Thomas Harvey talking:
in Ferguson and the surrounding municipalities, there is a substantial amount of income that’s derived from these low-level ordinance violations. These are the least significant, lowest-level contact with the justice system. They are typically traffic tickets, moving violations. And as a system, as a structural problem, these—revenue from these municipal courts can represent either the second- or third-highest source of income for the municipality. Ferguson is $2.7 million a year. In neighboring Florissant, the adjacent municipality, it’s $3 million a year. It’s a line item on a budget, and enforcement of the laws and ticketing and fine amounts are in keeping with the expectation that that income is going to come in to fund the city.
And our clients believe that they are targeted initially because they’re black, and then they are harassed, and they are exploited because they are poor. And it has led to a level of distrust between the community and law enforcement, that you saw manifested in some of the protests in the last two weeks. I’m not trying to say that traffic tickets are the reason people are on the streets of Ferguson, but it’s certainly a contributing factor when you’ve got the tragedy with Michael Brown and the very same people that my clients believe are targeting them because they’re members of community of color and then exploiting them because they’re poor, are now asking them for patience and trust and promising to get to the right answer involving the shooting. And our clients are skeptical. And as the audio clip you just played reveals, it doesn’t take much for someone in this community to move to tell you that in St. Louis County this is a real problem.
Nicole is a very good example of a kind of culmination of all these problems, because these are poor people. These are not criminals. These are people who can’t afford to pay the fines that middle-class folks could pay that would lead to an amendment of their nonmoving violation. And not to get too far in the weeds, but if you have means, and you and I have the same driving record, you can commit the same violations and pay to get a moving violation turned into a nonmoving violation, and then you don’t suffer the consequence of your actions.
So, Nicole has a driving while suspended because she couldn’t pay to get her tickets amended. So her license got suspended as a result. She has no proof of insurance, because she couldn’t get paid to get her tickets amendments, so her insurance costs went up, and it was prohibitively expensive. She’s charged with—typically charged with what our clients are charged with, the big three poverty crimes—and they’re not really crimes—but it’s driving while suspended, no proof of insurance, and failure to register vehicle. These are not people who are refusing to comply with the law; they’re people who cannot comply with the law.
And Nicole’s case is particularly illustrative because she was incarcerated—she was incarcerated for two weeks on a warrant for her arrest because she was unable to pay the fines. Then when she was brought before the court, she—as she’s entitled to, she asked for a hearing. We represented her. We asked for a hearing to determine her ability to pay the fines. And the court refused our hearing. That’s an unlawful act. The court refused our hearing on that matter and told us that we needed to schedule it a week later. Nicole was returned to jail and was threatened with another week of incarceration, while her children were with her mother and her sister, and she possibly was going to lose her job.
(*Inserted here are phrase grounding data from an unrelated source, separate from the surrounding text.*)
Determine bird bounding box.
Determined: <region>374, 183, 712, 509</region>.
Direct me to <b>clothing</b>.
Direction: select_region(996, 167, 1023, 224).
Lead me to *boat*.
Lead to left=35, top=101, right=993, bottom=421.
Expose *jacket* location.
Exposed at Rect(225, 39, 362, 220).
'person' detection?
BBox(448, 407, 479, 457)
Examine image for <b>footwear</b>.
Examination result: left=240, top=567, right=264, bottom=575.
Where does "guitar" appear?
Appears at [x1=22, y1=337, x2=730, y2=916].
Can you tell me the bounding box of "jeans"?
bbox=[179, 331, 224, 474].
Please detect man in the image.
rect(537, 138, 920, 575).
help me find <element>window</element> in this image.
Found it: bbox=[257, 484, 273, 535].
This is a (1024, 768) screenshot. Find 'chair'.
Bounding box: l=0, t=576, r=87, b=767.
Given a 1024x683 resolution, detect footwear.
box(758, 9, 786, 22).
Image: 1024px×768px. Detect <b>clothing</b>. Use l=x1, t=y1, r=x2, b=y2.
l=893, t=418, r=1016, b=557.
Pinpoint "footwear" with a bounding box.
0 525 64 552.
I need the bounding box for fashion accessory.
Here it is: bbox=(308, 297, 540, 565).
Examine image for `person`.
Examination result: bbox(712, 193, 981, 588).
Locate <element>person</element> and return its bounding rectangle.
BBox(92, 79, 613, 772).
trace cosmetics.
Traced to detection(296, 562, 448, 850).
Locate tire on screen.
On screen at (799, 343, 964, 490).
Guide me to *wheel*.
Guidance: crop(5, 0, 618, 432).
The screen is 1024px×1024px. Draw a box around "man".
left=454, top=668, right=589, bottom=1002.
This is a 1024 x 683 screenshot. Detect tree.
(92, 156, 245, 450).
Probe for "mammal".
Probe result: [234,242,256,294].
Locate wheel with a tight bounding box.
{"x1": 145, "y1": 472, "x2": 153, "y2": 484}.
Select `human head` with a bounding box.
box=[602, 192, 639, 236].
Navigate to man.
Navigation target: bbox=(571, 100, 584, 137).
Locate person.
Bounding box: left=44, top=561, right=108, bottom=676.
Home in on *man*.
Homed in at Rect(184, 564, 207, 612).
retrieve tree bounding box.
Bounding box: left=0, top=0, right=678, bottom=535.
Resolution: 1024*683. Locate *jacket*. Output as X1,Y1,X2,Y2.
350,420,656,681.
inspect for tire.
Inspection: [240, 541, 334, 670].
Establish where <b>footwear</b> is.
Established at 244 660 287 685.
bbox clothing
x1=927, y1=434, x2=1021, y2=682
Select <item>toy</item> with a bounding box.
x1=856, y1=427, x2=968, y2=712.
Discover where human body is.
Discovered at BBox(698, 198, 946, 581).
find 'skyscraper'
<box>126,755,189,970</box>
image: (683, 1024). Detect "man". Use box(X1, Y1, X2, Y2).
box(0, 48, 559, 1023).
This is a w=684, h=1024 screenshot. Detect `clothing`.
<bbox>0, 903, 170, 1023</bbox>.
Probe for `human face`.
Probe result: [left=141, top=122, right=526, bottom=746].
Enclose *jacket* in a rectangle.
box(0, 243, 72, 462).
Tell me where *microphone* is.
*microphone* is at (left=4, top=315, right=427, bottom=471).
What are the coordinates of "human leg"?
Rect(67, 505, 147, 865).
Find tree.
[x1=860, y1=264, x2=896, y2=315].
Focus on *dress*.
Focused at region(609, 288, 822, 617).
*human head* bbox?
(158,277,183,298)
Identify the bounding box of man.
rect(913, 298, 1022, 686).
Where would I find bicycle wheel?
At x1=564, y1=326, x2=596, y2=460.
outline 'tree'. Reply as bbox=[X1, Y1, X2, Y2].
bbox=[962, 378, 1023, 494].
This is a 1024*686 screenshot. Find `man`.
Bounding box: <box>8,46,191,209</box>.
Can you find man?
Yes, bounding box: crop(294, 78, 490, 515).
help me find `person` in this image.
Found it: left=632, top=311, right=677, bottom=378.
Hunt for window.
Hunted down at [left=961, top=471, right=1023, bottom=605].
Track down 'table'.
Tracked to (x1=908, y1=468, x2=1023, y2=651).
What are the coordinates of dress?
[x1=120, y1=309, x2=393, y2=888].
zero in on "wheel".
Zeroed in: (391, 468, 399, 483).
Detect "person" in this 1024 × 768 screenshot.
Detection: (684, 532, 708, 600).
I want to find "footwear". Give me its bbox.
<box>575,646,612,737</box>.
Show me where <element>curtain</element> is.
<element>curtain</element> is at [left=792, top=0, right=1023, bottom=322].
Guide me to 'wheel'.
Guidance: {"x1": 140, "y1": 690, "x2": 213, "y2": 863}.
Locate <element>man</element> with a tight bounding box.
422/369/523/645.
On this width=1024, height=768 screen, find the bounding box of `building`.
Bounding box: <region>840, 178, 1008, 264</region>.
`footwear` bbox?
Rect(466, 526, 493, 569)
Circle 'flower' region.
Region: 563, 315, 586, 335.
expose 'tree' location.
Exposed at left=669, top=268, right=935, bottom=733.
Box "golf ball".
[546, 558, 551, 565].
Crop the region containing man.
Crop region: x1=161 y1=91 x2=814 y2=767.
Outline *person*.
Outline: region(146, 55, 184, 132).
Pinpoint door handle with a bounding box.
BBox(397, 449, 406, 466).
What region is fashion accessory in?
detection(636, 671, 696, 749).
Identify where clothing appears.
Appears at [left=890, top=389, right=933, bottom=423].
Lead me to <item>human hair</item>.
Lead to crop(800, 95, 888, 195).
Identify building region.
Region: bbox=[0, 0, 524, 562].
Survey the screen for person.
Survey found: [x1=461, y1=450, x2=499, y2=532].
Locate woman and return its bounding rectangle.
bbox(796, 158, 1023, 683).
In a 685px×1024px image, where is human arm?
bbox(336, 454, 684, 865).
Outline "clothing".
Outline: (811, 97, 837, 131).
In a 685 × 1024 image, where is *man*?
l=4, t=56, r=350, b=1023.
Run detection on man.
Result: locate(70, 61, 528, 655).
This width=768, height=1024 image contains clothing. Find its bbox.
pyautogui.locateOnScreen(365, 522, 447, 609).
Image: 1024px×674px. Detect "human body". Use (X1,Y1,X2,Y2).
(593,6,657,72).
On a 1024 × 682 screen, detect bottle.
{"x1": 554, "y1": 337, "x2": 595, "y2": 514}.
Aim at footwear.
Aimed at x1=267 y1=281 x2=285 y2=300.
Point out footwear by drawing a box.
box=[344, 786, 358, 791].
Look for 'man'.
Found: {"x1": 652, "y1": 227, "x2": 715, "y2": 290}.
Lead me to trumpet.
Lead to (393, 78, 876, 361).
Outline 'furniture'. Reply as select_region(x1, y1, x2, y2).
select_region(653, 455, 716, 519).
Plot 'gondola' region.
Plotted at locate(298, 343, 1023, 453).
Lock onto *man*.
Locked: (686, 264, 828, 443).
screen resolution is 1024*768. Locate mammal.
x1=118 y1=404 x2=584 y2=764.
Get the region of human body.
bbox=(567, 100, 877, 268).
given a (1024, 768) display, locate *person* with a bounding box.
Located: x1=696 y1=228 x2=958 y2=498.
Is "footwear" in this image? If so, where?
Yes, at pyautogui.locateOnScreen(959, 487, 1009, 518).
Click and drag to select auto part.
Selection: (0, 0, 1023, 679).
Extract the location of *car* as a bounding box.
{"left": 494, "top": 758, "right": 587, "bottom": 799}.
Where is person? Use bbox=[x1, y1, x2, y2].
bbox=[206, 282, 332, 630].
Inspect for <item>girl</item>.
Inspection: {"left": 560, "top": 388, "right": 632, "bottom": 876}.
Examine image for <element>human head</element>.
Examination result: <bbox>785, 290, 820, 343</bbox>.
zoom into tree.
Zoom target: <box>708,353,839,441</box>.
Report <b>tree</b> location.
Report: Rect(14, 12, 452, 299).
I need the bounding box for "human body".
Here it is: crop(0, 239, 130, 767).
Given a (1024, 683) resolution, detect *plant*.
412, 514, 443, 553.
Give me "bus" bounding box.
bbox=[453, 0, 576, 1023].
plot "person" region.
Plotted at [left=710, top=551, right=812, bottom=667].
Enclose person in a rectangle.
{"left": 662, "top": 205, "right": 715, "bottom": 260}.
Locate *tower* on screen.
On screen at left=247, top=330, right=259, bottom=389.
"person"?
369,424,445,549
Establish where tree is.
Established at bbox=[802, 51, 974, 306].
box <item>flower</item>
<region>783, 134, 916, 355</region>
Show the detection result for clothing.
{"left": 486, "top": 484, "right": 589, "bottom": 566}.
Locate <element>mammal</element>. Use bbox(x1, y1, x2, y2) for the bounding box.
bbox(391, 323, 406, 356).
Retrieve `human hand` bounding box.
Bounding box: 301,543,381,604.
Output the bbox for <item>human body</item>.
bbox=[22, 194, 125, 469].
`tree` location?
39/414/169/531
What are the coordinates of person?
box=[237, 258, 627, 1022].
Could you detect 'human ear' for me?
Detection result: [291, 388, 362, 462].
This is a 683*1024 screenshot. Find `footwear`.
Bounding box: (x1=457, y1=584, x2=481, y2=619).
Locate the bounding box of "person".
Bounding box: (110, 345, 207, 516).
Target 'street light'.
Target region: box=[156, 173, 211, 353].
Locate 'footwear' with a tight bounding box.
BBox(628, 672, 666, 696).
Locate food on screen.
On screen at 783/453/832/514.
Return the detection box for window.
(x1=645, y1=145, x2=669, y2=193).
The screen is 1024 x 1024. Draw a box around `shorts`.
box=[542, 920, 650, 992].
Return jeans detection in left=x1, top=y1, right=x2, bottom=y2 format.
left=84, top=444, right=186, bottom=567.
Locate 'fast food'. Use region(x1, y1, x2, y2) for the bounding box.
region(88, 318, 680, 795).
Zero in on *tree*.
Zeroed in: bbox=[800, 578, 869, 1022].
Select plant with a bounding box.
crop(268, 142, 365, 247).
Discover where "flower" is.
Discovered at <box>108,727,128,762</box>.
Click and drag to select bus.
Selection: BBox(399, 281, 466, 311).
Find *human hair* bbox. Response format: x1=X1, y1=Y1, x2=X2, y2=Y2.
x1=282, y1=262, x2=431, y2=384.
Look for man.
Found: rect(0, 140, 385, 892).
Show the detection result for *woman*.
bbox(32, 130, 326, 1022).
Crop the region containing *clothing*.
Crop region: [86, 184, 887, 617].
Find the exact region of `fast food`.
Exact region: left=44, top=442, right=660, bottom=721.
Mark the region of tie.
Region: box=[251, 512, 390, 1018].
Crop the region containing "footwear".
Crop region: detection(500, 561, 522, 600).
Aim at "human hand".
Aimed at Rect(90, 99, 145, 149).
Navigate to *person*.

And so her mother and her sister borrowed money. Her mom borrowed money against her life insurance policy. Her sister loaned Nicole her biweekly paycheck. That was to come up with $700. So, Nicole didn’t have $700. Her mother and her sister came up with 700 bucks to get her out of jail.
And that’s not what the system should be about. We have to divorce the administration of justice from the generation of revenue. And that’s a systemic problem in our region. And they’re incarcerating people and creating problems that, in the most charitable interpretation, I don’t think they’re aware of the consequences they’re having on people’s lives and the havoc they’re wreaking in this region.
we are talking about debtors’ prison. It’s part of a problem that you see in the criminalization of poverty all over the country. Southern Poverty Law Center has brought a lawsuit. Southern Center for Human Rights has been involved in some litigation there. It’s something where you see people held in jail as a result of their inability to pay fines. Up to the moment where they are brought before the court because they failed to appear, I don’t believe there’s anything unlawful that’s happened. At the moment where a person has been brought to court on a warrant for failure to appear, and they’ve said, “I cannot afford to pay the fines you’ve assessed,” the court must allow them to leave or make a finding that they are willfully refusing to comply with the court’s order. In the absence of such a finding, it’s unlawful to continue to incarcerate them.
my clients have told me since the first day I’ve ever represented anybody is, this is not about public safety, it’s about the money. And whether or not that building was built on the backs of poor people in Ferguson and the rest of the region, I really don’t know the answer. But I know my clients believe it. I know the optics are bad. And I realize that that dynamic is what’s contributing to some of the tensions between law enforcement and the community. And if we don’t take advantage of this opportunity to have some real structural reform and revise this system, that is racist—that has a systemic racism built into it, we’re going to—it’s going to be a huge missed opportunity.
— source democracynow.org
Thomas Harvey, executive director of ArchCity Defenders.